THQ VP calls out Call of Duty's 'jingoism,' says Homefront will be different

Yes, THQ’s upcoming Homefront is a shooter about repelling North Korean invaders from US soil. Yes, it’s penned by John Milius, screenwriter of Red Dawn and Conan the Barbarian (andalleged inspirationfor John Goodman’s slightly batshit character in The Big Lebowski). But it will not, according to THQ core-game VP Danny Bilson, have what he calls the “steroided-out, super-soldier, waving the American flag” mentality of games like Call of Duty and Medal of Honor.

When askedby GR sister siteCVGwhy THQ would launch a new IP into the fiercely competitive FPS market, Bilson – who once worked as a writer on Medal of Honor: Frontline and MoH: Rising Sun – said that the “big X on [Homefront] was emotion. Not just fear and adrenaline – emotion.

“In last year's Call Of Duty,” Bilson said, “where they kind of got to America during a Russian invasion, note there were no civilians anywhere. It was like being on a lot in a movie studio. Everything was pristine. It was really fun – loved the game, those guys are brilliant. But our mission is to go where the other guys aren't.”

“All the tonality of Homefront is very different to what's out there today,” Bilson said. “It's violence with consequence. There is civilian misery in this game. … Everything we've done in this comes after looking at history, looking at occupied lands and guerrilla warfare throughout time.”


Above: Jingoistic or not, Homefront's pre-E3 trailer was creepy enough to grab our interest

"We're a global company," Bilson said."No jingoism here. Some of that's political, some of that's personal."He also added that Homefront won’t be a US-centric series. While the first game follows a small group of rebels from a farm in Colorado to a battle to retake San Francisco’s Golden Gate Bridge, “you're going to see Homefront: London later on in the franchise,” Bilson said.

Source:CVG

Aug 2, 2010

Mikel Reparaz
After graduating from college in 2000 with a BA in journalism, I worked for five years as a copy editor, page designer and videogame-review columnist at a couple of mid-sized newspapers you've never heard of. My column eventually got me a freelancing gig with GMR magazine, which folded a few months later. I was hired on full-time by GamesRadar in late 2005, and have since been paid actual money to write silly articles about lovable blobs.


### What is expected
Find every line in the entries that holds the string "title" and report it.

### Material supplied
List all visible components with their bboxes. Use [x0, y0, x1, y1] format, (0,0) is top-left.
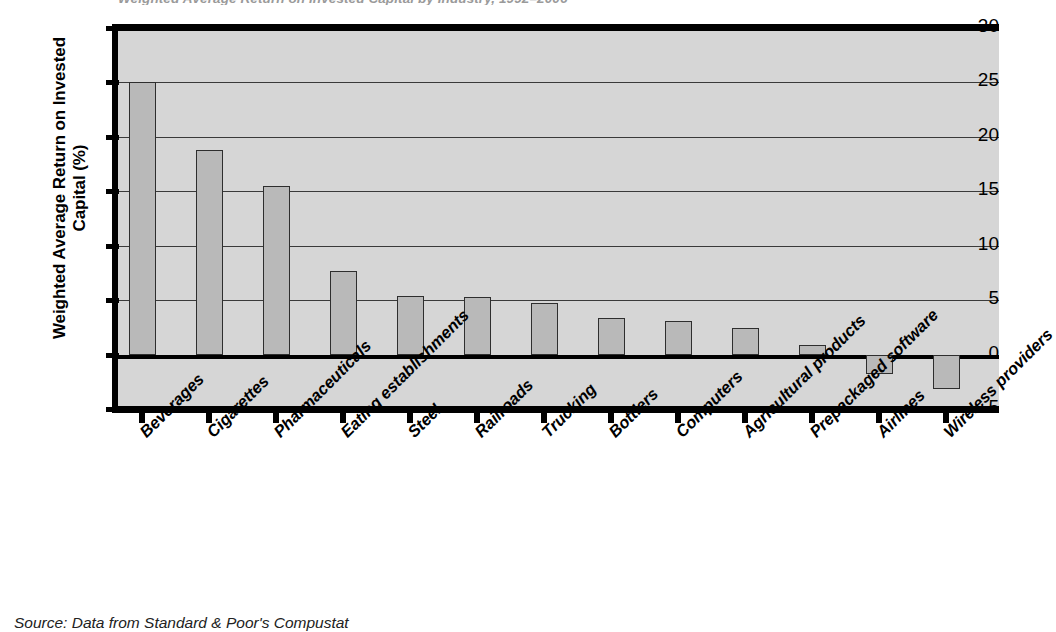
- bar: [129, 82, 156, 354]
- y-tick-30: [106, 26, 119, 31]
- gridline-20: [118, 137, 999, 138]
- plot-top-border: [118, 24, 999, 31]
- y-tick-15: [106, 189, 119, 194]
- y-axis-title: Weighted Average Return on Invested Capi…: [50, 8, 90, 368]
- y-tick-label-0: 0: [903, 342, 999, 364]
- y-tick-20: [106, 135, 119, 140]
- gridline-5: [118, 300, 999, 301]
- y-tick-0: [106, 353, 119, 358]
- source-note: Source: Data from Standard & Poor's Comp…: [14, 614, 349, 632]
- y-tick-label-20: 20: [903, 124, 999, 146]
- y-tick-label-15: 15: [903, 178, 999, 200]
- y-tick-label-5: 5: [903, 287, 999, 309]
- bar: [330, 271, 357, 355]
- y-tick-5: [106, 298, 119, 303]
- gridline-10: [118, 246, 999, 247]
- bar: [196, 150, 223, 355]
- bar: [732, 328, 759, 354]
- bar: [531, 303, 558, 354]
- bar: [464, 297, 491, 355]
- y-tick-25: [106, 80, 119, 85]
- y-tick-label-10: 10: [903, 233, 999, 255]
- y-tick-10: [106, 244, 119, 249]
- bar: [665, 321, 692, 355]
- y-tick-label-30: 30: [903, 15, 999, 37]
- y-tick-label-25: 25: [903, 69, 999, 91]
- plot-area: [118, 28, 999, 409]
- chart-title: Weighted Average Return on Invested Capi…: [118, 0, 818, 5]
- gridline-25: [118, 82, 999, 83]
- y-tick--5: [106, 407, 119, 412]
- bar: [598, 318, 625, 355]
- gridline-15: [118, 191, 999, 192]
- bar: [263, 186, 290, 355]
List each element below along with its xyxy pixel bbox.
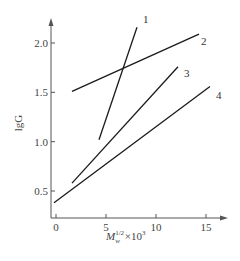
series-line-4 [54,86,210,202]
x-tick-label: 10 [151,221,163,233]
x-tick-label: 0 [53,221,59,233]
series-label-3: 3 [184,67,190,79]
series-label-1: 1 [143,13,149,25]
series-line-1 [99,27,137,140]
y-tick-label: 2.0 [34,37,48,49]
x-axis-arrow-icon [220,216,228,221]
x-tick-label: 15 [201,221,213,233]
series-label-2: 2 [201,35,207,47]
data-lines [54,27,210,203]
chart: 0.51.01.52.0051015 1234 lgG M1/2w×103 [0,0,240,261]
y-axis-title: lgG [12,115,24,132]
y-tick-label: 1.5 [34,86,48,98]
series-label-4: 4 [216,89,222,101]
y-axis-arrow-icon [49,18,54,26]
series-labels: 1234 [143,13,222,101]
y-tick-label: 1.0 [34,136,48,148]
y-tick-label: 0.5 [34,185,48,197]
x-axis-title: M1/2w×103 [105,229,146,245]
axes: 0.51.01.52.0051015 [34,18,228,233]
series-line-2 [72,34,199,91]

### Result of the exercise
- y-axis-title: Weighted Average Return on Invested Capi…: [50, 8, 90, 368]
- chart-title: Weighted Average Return on Invested Capi…: [118, 0, 818, 5]
y-axis-title: lgG [12,115,24,132]
x-axis-title: M1/2w×103 [105,229,146,245]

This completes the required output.